2017 Chateau de La Greffière Macon La Roche Vineuse (Burgundy, France) | Try a full-bodied Chardonnay after surviving an extraterrestrial encounter! This is from winemakers Isabelle and Vincent Greuzard who aged this wine in a mixture of old and new barrels. It has notes of lemon curd, vanilla, and pear.

2017 Château Fontanès ‘Les Traverses de Fontanès’ (Languedoc-Roussillon, France) | Down in the Languedoc-Roussillon, winemaker Cyriaque Rozier makes Cabernet Sauvignon that is as charming as the man himself! The grapes were hand harvested before being aged 6 months to a year in stainless steel. This Cabernet Sauvignon is a bottle of luscious cherry, raspberry, and black pepper notes. 

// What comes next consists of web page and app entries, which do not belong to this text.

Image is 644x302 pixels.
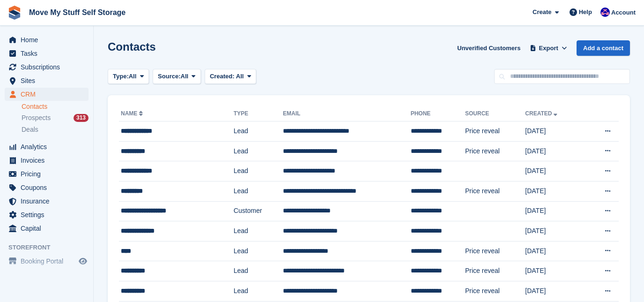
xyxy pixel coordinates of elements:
[21,61,77,74] span: Subscriptions
[5,167,89,180] a: menu
[525,281,585,301] td: [DATE]
[233,106,283,121] th: Type
[5,61,89,74] a: menu
[121,110,145,117] a: Name
[233,161,283,181] td: Lead
[21,254,77,268] span: Booking Portal
[108,69,149,84] button: Type: All
[525,261,585,281] td: [DATE]
[465,106,525,121] th: Source
[528,40,569,56] button: Export
[113,72,129,81] span: Type:
[5,194,89,207] a: menu
[233,181,283,201] td: Lead
[525,221,585,241] td: [DATE]
[5,222,89,235] a: menu
[233,241,283,261] td: Lead
[525,181,585,201] td: [DATE]
[5,87,89,100] a: menu
[411,106,465,121] th: Phone
[5,33,89,46] a: menu
[233,281,283,301] td: Lead
[233,261,283,281] td: Lead
[5,254,89,268] a: menu
[233,141,283,161] td: Lead
[21,33,77,46] span: Home
[236,73,244,80] span: All
[181,72,189,81] span: All
[129,72,137,81] span: All
[21,140,77,153] span: Analytics
[465,181,525,201] td: Price reveal
[465,241,525,261] td: Price reveal
[576,40,630,56] a: Add a contact
[21,74,77,87] span: Sites
[21,102,89,111] a: Contacts
[283,106,411,121] th: Email
[8,5,21,20] img: stora-icon-8386f47178a22dfd0bd8f6a31ec36ba5ce8667c1dd55bd0f319d3a0aa187defe.svg
[532,8,551,17] span: Create
[539,43,558,53] span: Export
[5,47,89,60] a: menu
[5,208,89,221] a: menu
[21,47,77,60] span: Tasks
[210,73,235,80] span: Created:
[525,241,585,261] td: [DATE]
[74,114,89,122] div: 313
[525,161,585,181] td: [DATE]
[233,201,283,221] td: Customer
[21,181,77,194] span: Coupons
[21,125,39,134] span: Deals
[158,72,180,81] span: Source:
[233,121,283,141] td: Lead
[465,141,525,161] td: Price reveal
[21,222,77,235] span: Capital
[21,208,77,221] span: Settings
[204,69,256,84] button: Created: All
[525,110,559,117] a: Created
[525,121,585,141] td: [DATE]
[525,201,585,221] td: [DATE]
[5,74,89,87] a: menu
[21,153,77,167] span: Invoices
[21,113,89,122] a: Prospects 313
[77,256,89,266] a: Preview store
[465,261,525,281] td: Price reveal
[465,281,525,301] td: Price reveal
[21,194,77,207] span: Insurance
[465,121,525,141] td: Price reveal
[579,8,592,17] span: Help
[233,221,283,241] td: Lead
[8,243,93,252] span: Storefront
[153,69,201,84] button: Source: All
[525,141,585,161] td: [DATE]
[611,8,635,17] span: Account
[21,87,77,100] span: CRM
[21,167,77,180] span: Pricing
[5,140,89,153] a: menu
[600,8,610,17] img: Jade Whetnall
[5,181,89,194] a: menu
[21,125,89,134] a: Deals
[21,114,50,122] span: Prospects
[5,153,89,167] a: menu
[108,40,156,53] h1: Contacts
[453,40,524,56] a: Unverified Customers
[26,5,130,20] a: Move My Stuff Self Storage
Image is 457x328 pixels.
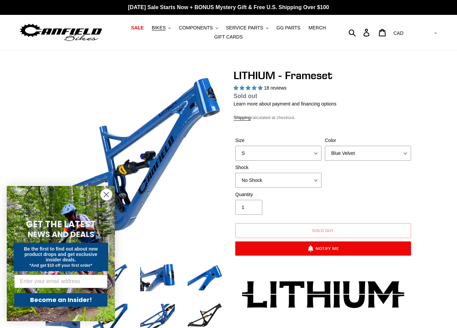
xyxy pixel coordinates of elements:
span: SERVICE PARTS [226,25,263,31]
button: Sold out [235,223,411,238]
img: Load image into Gallery viewer, LITHIUM - Frameset [139,259,176,296]
button: Close dialog [100,188,112,200]
label: Color [325,137,411,144]
span: GG PARTS [276,25,300,31]
input: Enter your email address [14,274,107,288]
img: Canfield Bikes [19,22,103,43]
span: MERCH [308,25,326,31]
span: 5.00 stars [233,85,264,91]
a: Learn more about payment and financing options [233,101,336,106]
img: Load image into Gallery viewer, LITHIUM - Frameset [186,259,223,296]
span: Sold out [233,93,257,99]
span: Sold out [312,228,334,233]
a: SALE [128,23,147,32]
span: *And get $10 off your first order* [29,263,92,268]
button: SERVICE PARTS [222,23,271,32]
a: GIFT CARDS [211,32,246,42]
span: SALE [131,25,144,31]
button: Become an Insider! [14,293,107,306]
span: NEWS AND DEALS [28,229,94,239]
label: Shock [235,164,321,171]
span: Be the first to find out about new product drops and get exclusive insider deals. [24,246,98,262]
span: BIKES [152,25,165,31]
span: GET THE LATEST [26,218,96,230]
div: calculated at checkout. [233,114,412,121]
button: COMPONENTS [175,23,221,32]
a: MERCH [305,23,329,32]
img: Lithium-Logo_480x480.png [242,281,404,308]
span: COMPONENTS [179,25,212,31]
label: Quantity [235,191,321,198]
span: 18 reviews [264,85,286,91]
button: Notify Me [235,241,411,255]
h1: LITHIUM - Frameset [233,69,412,82]
a: Shipping [233,115,251,121]
span: GIFT CARDS [214,34,243,40]
button: BIKES [148,23,174,32]
label: Size [235,137,321,144]
a: GG PARTS [273,23,304,32]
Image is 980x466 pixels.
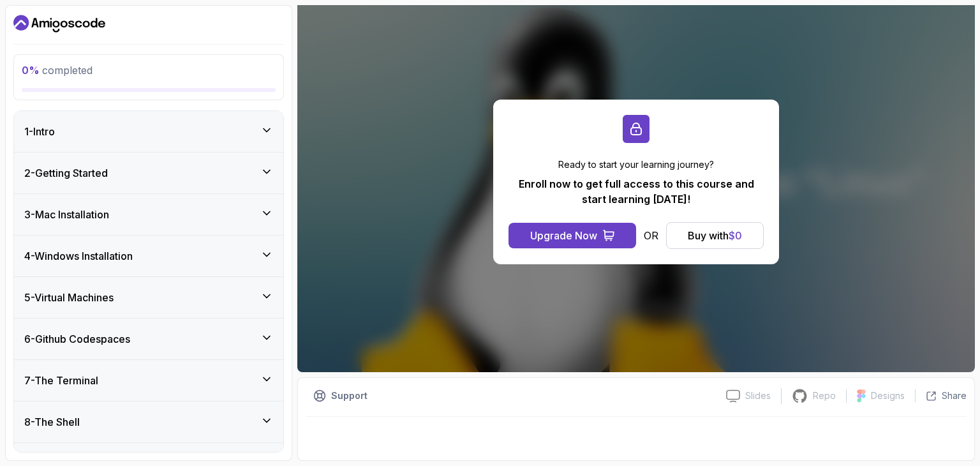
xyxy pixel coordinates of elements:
p: Support [331,390,367,402]
button: 2-Getting Started [14,152,284,193]
h3: 7 - The Terminal [24,373,98,388]
button: 3-Mac Installation [14,194,284,235]
p: Ready to start your learning journey? [508,158,764,171]
a: Dashboard [14,14,105,34]
span: 0 % [22,64,40,76]
h3: 8 - The Shell [24,414,80,429]
p: Designs [871,390,905,402]
h3: 4 - Windows Installation [24,248,133,263]
button: 5-Virtual Machines [14,277,284,318]
button: Share [915,390,966,402]
h3: 2 - Getting Started [24,165,108,180]
button: 7-The Terminal [14,360,284,401]
button: Upgrade Now [508,223,636,248]
p: Slides [745,390,771,402]
span: completed [22,64,93,76]
button: Buy with$0 [666,222,764,249]
button: 8-The Shell [14,401,284,442]
p: Repo [813,390,836,402]
span: $ 0 [728,229,742,242]
button: 4-Windows Installation [14,235,284,276]
p: OR [644,228,659,243]
button: Support button [306,386,375,406]
button: 6-Github Codespaces [14,318,284,359]
p: Enroll now to get full access to this course and start learning [DATE]! [508,176,764,207]
h3: 3 - Mac Installation [24,207,109,222]
h3: 6 - Github Codespaces [24,331,130,346]
div: Buy with [688,228,742,243]
p: Share [941,390,966,402]
h3: 1 - Intro [24,124,55,139]
div: Upgrade Now [530,228,597,243]
button: 1-Intro [14,111,284,152]
h3: 5 - Virtual Machines [24,290,114,305]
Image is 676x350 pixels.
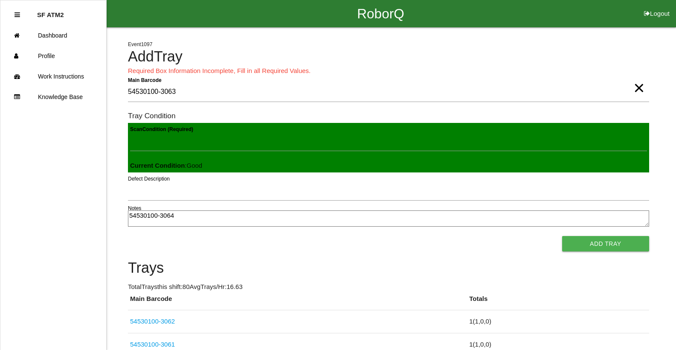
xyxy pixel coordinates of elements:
b: Current Condition [130,162,185,169]
h4: Add Tray [128,49,649,65]
span: Clear Input [633,71,645,88]
div: Close [15,5,20,25]
a: Dashboard [0,25,106,46]
input: Required [128,82,649,102]
label: Notes [128,204,141,212]
label: Defect Description [128,175,170,183]
h4: Trays [128,260,649,276]
a: 54530100-3062 [130,317,175,325]
span: : Good [130,162,202,169]
p: Required Box Information Incomplete, Fill in all Required Values. [128,66,649,76]
th: Main Barcode [128,294,467,310]
th: Totals [467,294,649,310]
td: 1 ( 1 , 0 , 0 ) [467,310,649,333]
b: Main Barcode [128,77,162,83]
h6: Tray Condition [128,112,649,120]
p: Total Trays this shift: 80 Avg Trays /Hr: 16.63 [128,282,649,292]
button: Add Tray [562,236,649,251]
a: Knowledge Base [0,87,106,107]
span: Event 1097 [128,41,152,47]
a: Work Instructions [0,66,106,87]
b: Scan Condition (Required) [130,126,193,132]
a: Profile [0,46,106,66]
p: SF ATM2 [37,5,64,18]
a: 54530100-3061 [130,340,175,348]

 Australia -> Each country has that problematic pest that disrupts their vineyards but none are as tall as Australia’s unique pests: kangaroos. These marsupials like to hop around vineyards and munch on leaves-sometimes knocking grapes off their vines in the process! Occasionally, when grass is scarce, they have even eaten grapes. Domesticating these furry and bouncy animals is difficult; kangaroo fencing is possible but expensive, since it has to be a whopping 6 ½ feet high!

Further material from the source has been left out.